Full Moon Features: Monster Dog

Thirty years ago this month (the IMDb isn’t any more specific than that), the utterly inept werewolf film Monster Dog had its Italian premiere, so it’s only right that it should be this month’s Full Moon Feature. Written and directed by Claudio Fragasso (credited as Clyde Anderson), who would achieve cult infamy by making Troll 2 six years later, Monster Dog is just as nonsensical as that Nilbog-set opus, taking incoherency to the next level as it strings together a succession of poorly shot scenes with the barest wisp of connective tissue.

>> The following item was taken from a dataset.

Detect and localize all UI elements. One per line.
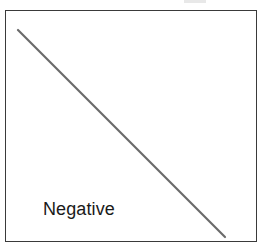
negative-trend-line <box>0 0 261 246</box>
panel-label: Negative <box>43 199 115 220</box>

The inattention to detail starts with the poster, which features the legend “TWENTY YEARS LATER, THE NIGHTMARE BEGINS AGAIN AND NOW IT’S LOU’S TURN TO PAY…” This is all well and good, but there’s just one problem: There’s no one in the film named Lou. There is, however, a Vince Raven (played by a distractingly dubbed Alice Cooper), described by one character as “the hottest rock ‘n’ roll star in the world,” which Cooper decidedly was not at the time. Regardless, Fragasso cuts in cheap-ass music videos for two of Cooper’s songs — “Identity Crisis” (spelled “Chrises” in the closing credits) and “See Me in the Mirror” — the first of which even gets a full reprise at the end. Factor in the edit of the Alan Parsons Project song “A Dream Within a Dream/The Raven,” which plays over a montage of Vince’s crew preparing to shoot the “Mirror” video, and the opening and closing credits, and that just leaves 69 minutes out of the already-abbreviated 84-minute running time for Fragasso’s threadbare plot.

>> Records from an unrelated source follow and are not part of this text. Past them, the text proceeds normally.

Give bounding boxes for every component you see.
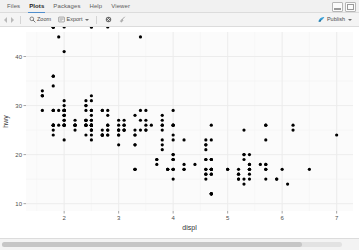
tab-viewer[interactable]: Viewer [110, 0, 131, 12]
y-tick-label: 20 [15, 152, 22, 158]
tab-packages[interactable]: Packages [52, 0, 81, 12]
publish-button[interactable]: Publish [317, 14, 353, 25]
maximize-pane-icon[interactable] [345, 2, 356, 12]
plots-pane: Files Plots Packages Help Viewer Zoom [0, 0, 359, 250]
remove-plot-button[interactable] [103, 15, 113, 24]
export-button-label: Export [67, 15, 83, 24]
y-tick-label: 40 [15, 54, 22, 60]
pane-tabs: Files Plots Packages Help Viewer [6, 0, 131, 12]
toolbar-separator-1 [20, 16, 21, 24]
plots-toolbar-left: Zoom Export [4, 13, 127, 26]
y-tick-label: 30 [15, 103, 22, 109]
chevron-down-icon [85, 19, 89, 21]
y-axis-title: hwy [2, 115, 10, 128]
chevron-down-icon [348, 19, 352, 21]
zoom-button[interactable]: Zoom [27, 14, 53, 25]
pane-window-controls [332, 2, 356, 12]
plots-toolbar-right: Publish [317, 13, 353, 26]
tab-help[interactable]: Help [89, 0, 104, 12]
x-axis-title: displ [182, 224, 197, 232]
plots-toolbar: Zoom Export [0, 13, 359, 27]
zoom-button-label: Zoom [37, 15, 51, 24]
next-plot-icon[interactable] [11, 17, 14, 23]
remove-plot-icon [105, 16, 112, 23]
broom-icon [119, 16, 126, 23]
minimize-pane-icon[interactable] [332, 2, 343, 12]
toolbar-separator-2 [96, 16, 97, 24]
publish-icon [318, 16, 325, 23]
pane-bottom-bar [0, 238, 359, 250]
publish-button-label: Publish [327, 15, 345, 24]
magnifier-icon [29, 16, 36, 23]
export-button[interactable]: Export [57, 14, 91, 25]
tab-files[interactable]: Files [6, 0, 21, 12]
export-icon [58, 16, 65, 23]
y-tick-label: 10 [15, 201, 22, 207]
clear-all-plots-button[interactable] [117, 15, 127, 24]
scatter-plot: 23456710203040 displ hwy [0, 27, 359, 238]
horizontal-scrollbar[interactable] [2, 242, 342, 247]
previous-plot-icon[interactable] [4, 17, 7, 23]
plot-display-area[interactable]: 23456710203040 displ hwy [0, 27, 359, 238]
pane-tab-bar: Files Plots Packages Help Viewer [0, 0, 359, 13]
horizontal-scrollbar-thumb[interactable] [2, 242, 302, 247]
tab-plots[interactable]: Plots [28, 0, 45, 13]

That plot, by the way, revolves around Vince’s ill-timed return to his boyhood home for the aforementioned video shoot, which is unfortunately scheduled in light of the pack of wild dogs on the loose in the area (at one police checkpoint, he’s told they’ve killed five people so far). Accompanying him are his girlfriend Sandra (Victoria Vera), a self-proclaimed “recognized expert in electronic videos,” and four marginally sketched-in industry types whose main function is to be werewolf fodder. The only one that really gets to stand out is the danger-sensing Angela (Pepita James), who ironically enough is the first to go down when Vince’s home is invaded by four loutish villagers intent on killing him because they believe he’s the monstrous dog in their midst when in actuality it’s the old man in the tattered, bloody clothing who periodically pops by to remind Vince and his pals that they’re dead meat.

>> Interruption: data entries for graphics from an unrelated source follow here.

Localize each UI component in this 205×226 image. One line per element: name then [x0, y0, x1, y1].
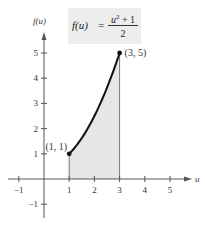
x-axis-arrow-icon	[184, 177, 192, 182]
x-tick-label: −1	[14, 185, 24, 195]
point-marker	[117, 51, 122, 56]
x-tick-label: 5	[168, 185, 173, 195]
x-tick-label: 1	[67, 185, 72, 195]
y-tick-label: 4	[34, 73, 39, 83]
y-tick-label: 1	[34, 149, 39, 159]
x-tick-label: 3	[117, 185, 122, 195]
x-tick-label: 2	[92, 185, 97, 195]
y-axis-label: f(u)	[33, 16, 46, 26]
formula-label: f(u) = u2 + 1 2	[68, 8, 141, 44]
x-axis-label: u	[195, 174, 200, 184]
x-tick-label: 4	[143, 185, 148, 195]
y-axis-arrow-icon	[42, 32, 47, 40]
formula-fraction: u2 + 1 2	[108, 10, 138, 40]
formula-numerator: u2 + 1	[108, 10, 138, 24]
y-tick-label: −1	[28, 199, 38, 209]
formula-equals: =	[98, 19, 104, 31]
point-marker	[67, 151, 72, 156]
point-label: (3, 5)	[125, 47, 147, 59]
y-tick-label: 2	[34, 124, 39, 134]
formula-denominator: 2	[108, 27, 138, 40]
point-label: (1, 1)	[46, 141, 68, 153]
formula-lhs: f(u)	[72, 19, 88, 31]
y-tick-label: 5	[34, 48, 39, 58]
y-tick-label: 3	[34, 98, 39, 108]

And what of this werewolf or “monster dog” that we hear so much about? Well, we don’t get to see too much of it because Fragasso didn’t have the budget to get a good enough creature made that it could be shown clearly. Most often it’s enshrouded in the fog or concealed in the underbrush, and when it does pop up it’s only for a second or so at a time and in a variety of contradictory forms. How telling, then, that the only time Fragasso holds on an image of one long enough for us to study it, it’s a photograph of Lon Chaney, Jr. as the Wolf Man clumsily pasted into a reference book called Werewolves: Myths, Legends and Scientific Realities. Naturally, when it comes time for Vince to fulfill his destiny and undergo his painful transformation, he looks nothing at all like that.